Farewell to Pioneer 10

This week, we bid farewell to a true pioneer: Pioneer 10, the first spacecraft to leave our solar system.

NASA last received a signal from Pioneer 10 on January 22. A February attempt failed, and last week NASA announced there would be no more attempts.

That final faint signal traveled more than 12 billion kilometers—a distance so great that at the speed of light, just under 300,000 kilometres per second, it still took 11 hours and 20 minutes to make the journey. Pioneer 10 is now more than twice as far away from the sun as Pluto, the outermost planet.

Its epic journey began on March 2, 1972. Setting off on what was originally intended to be only a 21-month mission to Jupiter, Pioneer 10 set a new speed record right away, its three-stage Atlas/Centaur rocket accelerating it to 51,810 kilometres per hour, making it the fastest manmade object to leave the Earth—so fast it passed the Moon in just 11 hours and crossed Mars’s orbit just 12 weeks later.

The firsts kept coming. On July 15, 1972, Pioneer 10 became the first manmade object to enter the Asteroid Belt. In movies, asteroid belts are so thick with rocks you can almost jump from one to the other, but the real-life asteroid belt is still mostly empty space, and Pioneer 10 made it through unscathed.

Pioneer 10 reached Jupiter on December 3, 1973, took 500 close-up pictures, charted the planet’s intense radiation belts—and kept going. It passed within 130,354 kilometres of the planet, accelerated to 132,000 kilometres per hour (thanks to Jupiter’s gravity) and went hurtling into the outer reaches of the solar system, sending back information about the solar wind (energetic particles expelled by the sun) and cosmic rays (energetic particles coming the other way, from deep space).

In 1983, Pioneer 10 passed through the orbit of Neptune, then the outermost planet (at the time Pluto’s eccentric orbit had it inside Neptune’s orbit), becoming the first manmade object to leave the solar system. Its scientific mission officially ended on March 31, 1997, but NASA continued to track it as part of a study of communications technology for future interstellar probes.

Last March, NASA decided to try to “wake up” the spacecraft to see if it could provide any information about the heliopause, the point at which the solar wind can no longer be detected. To the controllers’ surprise and delight, Pioneer 10 responded, and sent back data for two months. But after that, although its signal could be detected, no more telemetry followed; and now, even its signal has vanished.

It’s amazing NASA could track it as long as it did. Built with 1960s technology, the three-metre long Pioneer 10 boasted a transmitter that put out all of eight watts—equivalent to a nighlight. By the time its signal reached Earth, it was only a millionth of a trillionth of a watt. But NASA’s Deep Space Network of radio telescopes was up to the task.

Pioneer 10 will pass the star Aldebaran, 68 light years away, in approximately two million years. By then it may be one of the few remnants of our species. But should some other intelligent species find it, it carries a kind of a greeting card to tell them who we were and where we lived.

Designed by Dr. Carl Sagan and Dr. Frank Drake, and drawn by Dr. Sagan’s wife, Linda Salzman Sagan, the etched gold anodized aluminum plaque, 15.25 by 22.8 centimetres, shows the nude figures of a man and a woman, drawn to scale next to a line silhouette of the spacecraft. Bracketing bars to the woman’s right include the binary notation for the number eight, indicating she is eight units tall; the measuring unit is then defined with another drawing as a particular hydrogen wavelength, common throughought the universe, that measures 20.32 centimetres.

A radial pattern shows the position of the Sun relative to 14 pulsars and the center of the Galaxy; another diagram shows the relative distances of the solar system’s planets from the sun, and indicate that Pioneer 10 came from the third planet of that system.

Pioneer 10 is no longer the furthest spacecraft from the solar system; Voyager 1, heading in almost the opposite direction, exceeded Pioneer 10’s distance on February 17, 1998, and since then has been extending its advantage by more than 150 million kilometers a year. It carries its own message, a gold-plated copper phonograph record carrying images, sounds and greetings from Earth.

It’s unlikely any of them will be intercepted by aliens; but if one of them is, I hope it’s Pioneer 10.

After all the firsts it’s racked up, it deserves one more.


◆ YOUR INSTRUCTIONS ◆
Draw out every line with the word "Intervention" from the listing below.

· · · · ·

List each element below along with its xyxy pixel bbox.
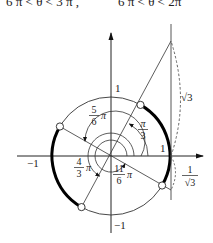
point-11pi-over-6 bbox=[159, 182, 166, 189]
label-4pi-over-3: 4 3 π bbox=[74, 156, 92, 179]
label-5pi-over-6-num: 5 bbox=[92, 104, 97, 115]
header-cutoff-text: 6 π < θ < 3 π , 6 π < θ < 2π bbox=[6, 0, 182, 9]
point-pi-over-3 bbox=[137, 101, 144, 108]
label-5pi-over-6-den: 6 bbox=[92, 116, 97, 127]
label-sqrt3: √3 bbox=[181, 91, 193, 103]
label-pi-over-3-num: π bbox=[140, 118, 146, 129]
label-one-over-sqrt3-num: 1 bbox=[188, 164, 193, 175]
unit-circle-diagram: 6 π < θ < 3 π , 6 π < θ < 2π 1 −1 1 −1 π… bbox=[0, 0, 213, 243]
dashed-arc-inv-sqrt3 bbox=[171, 156, 176, 190]
label-y-pos-one: 1 bbox=[115, 82, 121, 94]
label-11pi-over-6-num: 11 bbox=[114, 163, 124, 174]
label-one-over-sqrt3: 1 √3 bbox=[182, 164, 198, 188]
label-4pi-over-3-den: 3 bbox=[77, 168, 82, 179]
label-x-neg-one: −1 bbox=[27, 157, 39, 169]
label-pi-over-3-den: 3 bbox=[141, 130, 146, 141]
label-y-neg-one: −1 bbox=[114, 219, 126, 231]
header-text-left: 6 π < θ < 3 π , bbox=[6, 0, 79, 9]
header-text-right: 6 π < θ < 2π bbox=[118, 0, 182, 9]
label-11pi-over-6-den: 6 bbox=[117, 175, 122, 186]
point-4pi-over-3 bbox=[78, 204, 85, 211]
label-4pi-over-3-num: 4 bbox=[77, 156, 82, 167]
label-11pi-over-6-pi: π bbox=[127, 169, 133, 180]
label-x-pos-one: 1 bbox=[160, 142, 166, 154]
label-5pi-over-6: 5 6 π bbox=[89, 104, 107, 127]
point-5pi-over-6 bbox=[56, 123, 63, 130]
dashed-arc-sqrt3 bbox=[171, 41, 181, 156]
label-pi-over-3: π 3 bbox=[138, 118, 148, 141]
label-one-over-sqrt3-den: √3 bbox=[185, 177, 196, 188]
label-5pi-over-6-pi: π bbox=[101, 110, 107, 121]
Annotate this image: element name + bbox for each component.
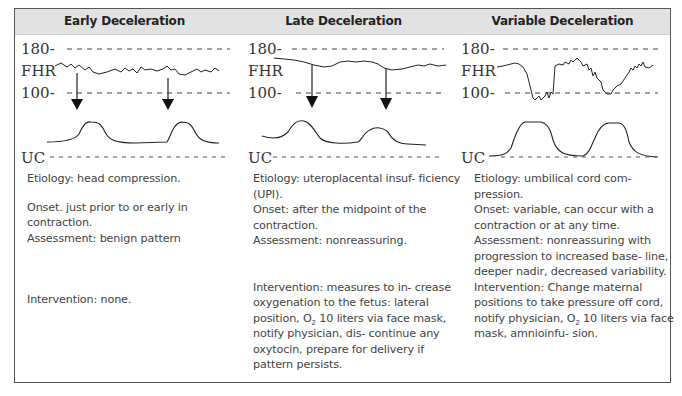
intervention-text: Intervention: measures to in- crease oxy… (253, 280, 461, 373)
late-deceleration-strip: 180- FHR 100- UC (234, 36, 453, 166)
early-deceleration-strip: 180- FHR 100- UC (15, 36, 234, 166)
late-deceleration-details: Etiology: uteroplacental insuf- ficiency… (253, 171, 461, 373)
variable-deceleration-details: Etiology: umbilical cord com- pression. … (474, 171, 682, 342)
fetal-deceleration-table: Early Deceleration Late Deceleration Var… (14, 8, 671, 383)
lower-limit-label: 100- (461, 84, 495, 102)
variable-deceleration-strip: 180- FHR 100- UC (453, 36, 672, 166)
uc-label: UC (21, 149, 45, 166)
lower-limit-label: 100- (248, 84, 282, 102)
title-variable-deceleration: Variable Deceleration (453, 14, 672, 28)
assessment-text: Assessment: benign pattern (27, 231, 235, 247)
onset-text: Onset. just prior to or early in contrac… (27, 200, 235, 231)
arrow-down-icon (162, 99, 174, 110)
upper-limit-label: 180- (248, 40, 282, 58)
intervention-text: Intervention: none. (27, 292, 235, 308)
lower-limit-label: 100- (21, 84, 55, 102)
intervention-text: Intervention: Change maternal positions … (474, 280, 682, 342)
onset-text: Onset: variable, can occur with a contra… (474, 202, 682, 233)
arrow-down-icon (71, 99, 83, 110)
onset-text: Onset: after the midpoint of the contrac… (253, 202, 461, 233)
assessment-text: Assessment: nonreassuring with progressi… (474, 233, 682, 280)
uc-label: UC (248, 149, 272, 166)
title-early-deceleration: Early Deceleration (15, 14, 234, 28)
fhr-label: FHR (461, 62, 496, 80)
fhr-label: FHR (248, 62, 283, 80)
uc-label: UC (461, 149, 485, 166)
etiology-text: Etiology: umbilical cord com- pression. (474, 171, 682, 202)
arrow-down-icon (306, 96, 318, 108)
fhr-label: FHR (21, 62, 56, 80)
upper-limit-label: 180- (21, 40, 55, 58)
etiology-text: Etiology: head compression. (27, 171, 235, 187)
arrow-down-icon (380, 98, 392, 110)
title-late-deceleration: Late Deceleration (234, 14, 453, 28)
early-deceleration-details: Etiology: head compression. Onset. just … (27, 171, 235, 308)
upper-limit-label: 180- (461, 40, 495, 58)
assessment-text: Assessment: nonreassuring. (253, 233, 461, 249)
etiology-text: Etiology: uteroplacental insuf- ficiency… (253, 171, 461, 202)
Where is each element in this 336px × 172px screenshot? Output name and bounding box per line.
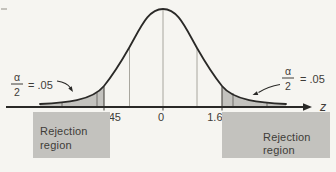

· · · · ·

◆ WRITTEN ANSWER ◆
intervention-text: Intervention: measures to in- crease oxy… (253, 280, 461, 373)
intervention-text: Intervention: none. (27, 292, 235, 308)
intervention-text: Intervention: Change maternal positions … (474, 280, 682, 342)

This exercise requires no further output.